Nearly sixty years later, even as this country celebrates it's first African American president, and many people both Black and White speak of a post racial America, the racial bias and stereotyping that many thought had been nearly buried with the Brown decision, shows in a new study using children of both races and conducted along similar lines, that the perniciousness of racial bias, even in the very young remains deeply entrenched in our country's culture. In a persistent pattern that should have stunned even the most jaded observer, children both Black and White identified the Black childlike images that they were shown, with feelings of negativity, anger and unattractiveness, while in the very next breathe giving the reverse view of images that were identified as White children.

In one question after another, young Black children most between the ages of 4to 6 consistently identified the images that look like themselves as being bad, unattractive or the color that most adults disliked. What for me was perhaps the dismaying and on some level confounding, is that these children, Black children are the grandchildren of those of us that shouted "Say it loud, I'm Black and I'm Proud" or "To be Young Gifted and Black!"  Moreover, and perhaps even more troubling, these are children of the hip hop generation. The generation that didn't merely shout “Young Gifted and Black" but lived it.
Somewhere along the line, there has been a profound disconnect.  Somewhere, somehow, something was left unsaid, unlearned, untaught. There is a nagging sense both visceral and cerebral, that there is something seriously wrong with this picture.
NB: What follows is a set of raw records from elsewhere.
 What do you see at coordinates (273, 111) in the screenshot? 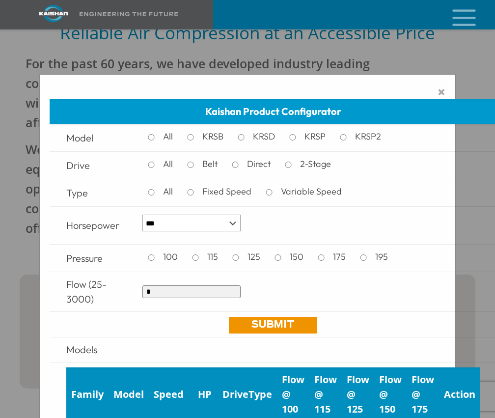
I see `span: Kaishan Product Configurator` at bounding box center [273, 111].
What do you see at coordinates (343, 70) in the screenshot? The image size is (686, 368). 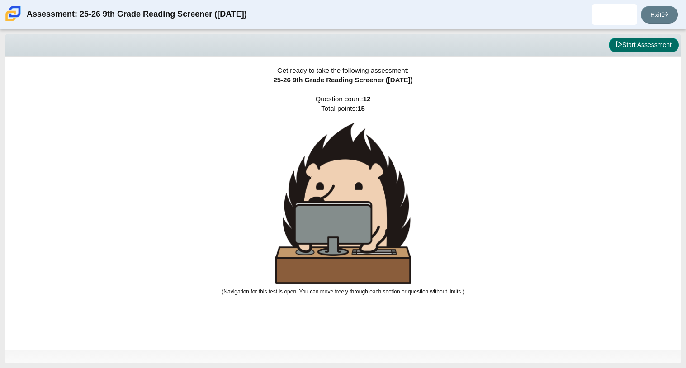 I see `span: Get ready to take the following assessment:` at bounding box center [343, 70].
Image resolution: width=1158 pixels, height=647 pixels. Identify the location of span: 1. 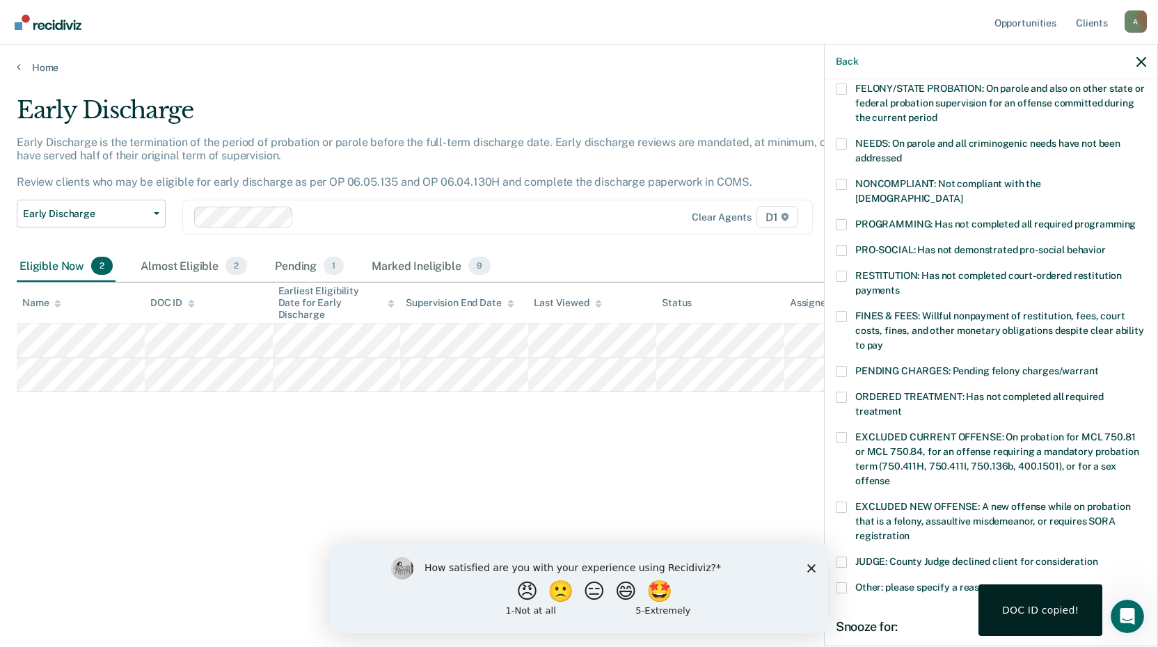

Here we are now 2010. One hundred and forty five years after physical slavery. Yet, we find the pernicious tentacles of racial superiority embedded not simply in White children, but deeply embedded in our own children.  The subliminal message of White superiority and of Black negativity is so entrenched that even the entrepreneurs of the hip hop industry, rappers and choreographers alike have become unwitting participants in this cancer of racial bias.
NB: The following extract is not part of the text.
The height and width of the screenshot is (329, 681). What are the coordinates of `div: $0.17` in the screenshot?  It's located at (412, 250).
One need only look at whom or what colors African American woman are that appeared almost exclusively in today’s videos, to see the persistent presence of colorism.  If, your Black stay back, if, your Brown stick around. if, you’re Yellow you’re my fellow, and if, you’re White you’re alright."

It is alive and well, even amongst the supposed enlightened. White, light, suggests wholesomeness, pretty, good and favored. Dark Brown and Black continue to imply, angry, aggressive, and not attractive.
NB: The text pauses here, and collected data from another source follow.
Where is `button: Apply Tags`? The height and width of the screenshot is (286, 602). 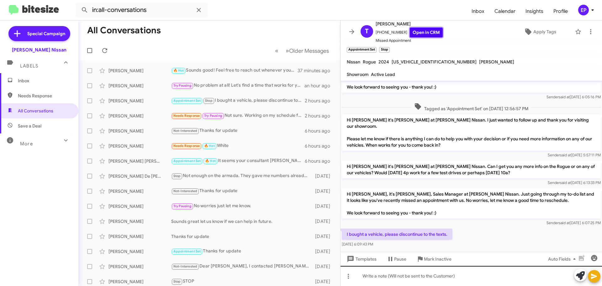
button: Apply Tags is located at coordinates (539, 32).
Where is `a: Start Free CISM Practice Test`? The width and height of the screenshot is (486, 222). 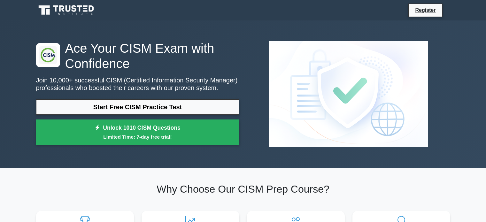
a: Start Free CISM Practice Test is located at coordinates (138, 107).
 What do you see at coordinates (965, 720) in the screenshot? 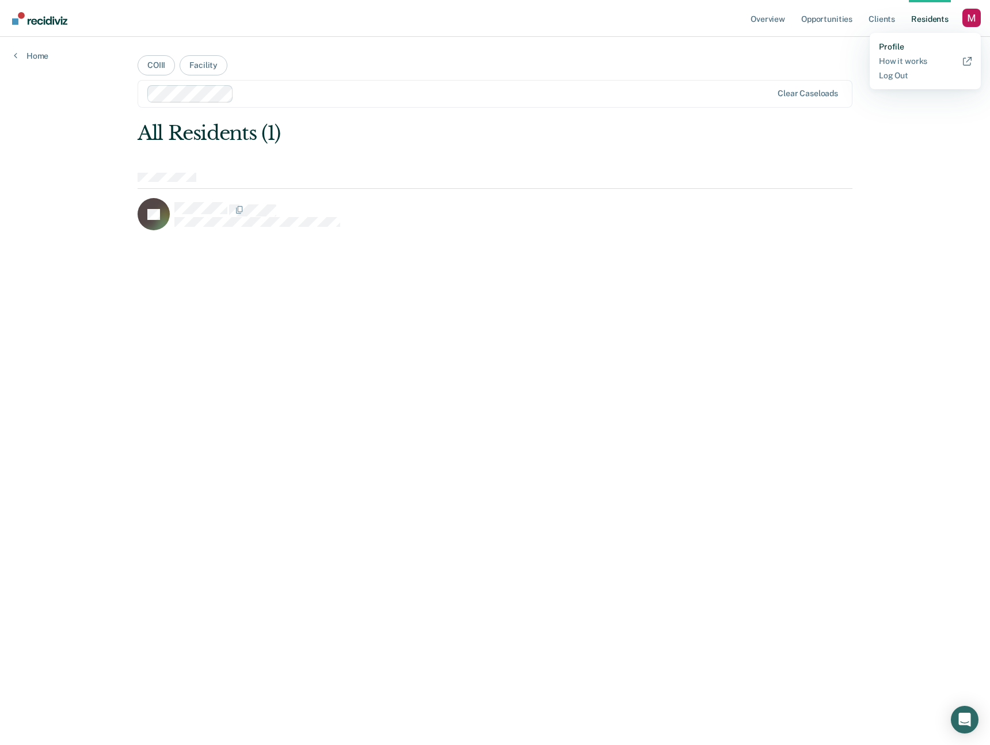
I see `div: Open Intercom Messenger` at bounding box center [965, 720].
How many times have you heard a fellow African American say "She's nice looking to be so dark.” How many times have you said it, or thought it yourself?

This is the same type of racial bias, racial profiling and stereotyping that undergirds the pre-textual stops of Latin and African Americans far in excess to their respective numerical representation.  For that reason amongst others, is there any wonder that The Center for Constitutional Rights noted that Blacks and Latinos in New York were nine times more likely to be stopped and frisked by police than their White counterparts in New York during 2009. It therefore takes no great leap of faith to see the connective tissue between the answer given by otherwise innocent children and their negative depiction of Blacks and the behavior of White officers zealous and disproportionate and targeted stopping of Blacks and Latinos.
 
In closing, is this, the aforementioned an incurable malady? No, it is not. However, it is a cancer, that like most cancers, we ignore at our own peril.
                                                                                                             Akbar Pray
comments and discourse are encouraged!